The Rose and Crown

J B Priestley
Arbery Productions
theSpace on Niddry St

The Rose and Crown

The Rose and Crown is a one-act teleplay from J B Priestley written for BBC in the post-war years of grim austerity, envisioned as a morality piece as well as a flirtation with his usual tinkering with time and reality.

The play revolves around the patrons of a typical London pub, who each arrive in the establishment, order a drink then mostly grumble or snipe at each other with petty recriminations until a strange suited and clearly supernatural man arrives with an ultimatum. One of them must come with him and between them they must decide upon who goes.

Priestley's little-known teleplay has been freshly adapted for the stage by Arbery Productions with an apparent view to drawing more of the humour and humanity from the piece.
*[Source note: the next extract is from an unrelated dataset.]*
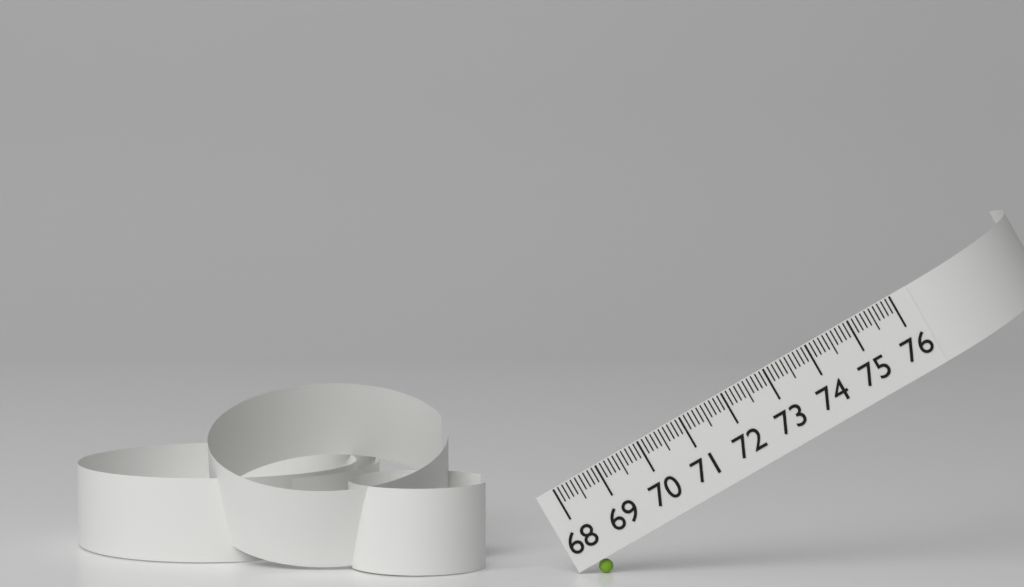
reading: 68.3 (no unit)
Drawing from the text with a playful banter between the actors, they squeeze a great deal of laughter and jocularity from the lengthy establishing pre-amble to the conflict.

Between the grumpy plumber, the cheeky curtain twitcher and the cheerful spiv, the cast manage to paint a recognisable evocation of post-war England in all its murkiness and commonplace grind. It's only when the spectre appears that they each scramble to point out their own worth and reasons for survival.

It's a well acted and craftily staged performance, with only a couple of niggling issues bringing down the whole. One is that the adaptation seems to have removed some of the explanation behind the appearance of the spectre, leaving the nature of where the people are being taken assumptive rather than explicit, leaving a tantalisation of a particular twist which hangs for a long time over the plot.

That said, it's a work that ought to be better known and Arbery has proven it has the chops to bring it to the masses.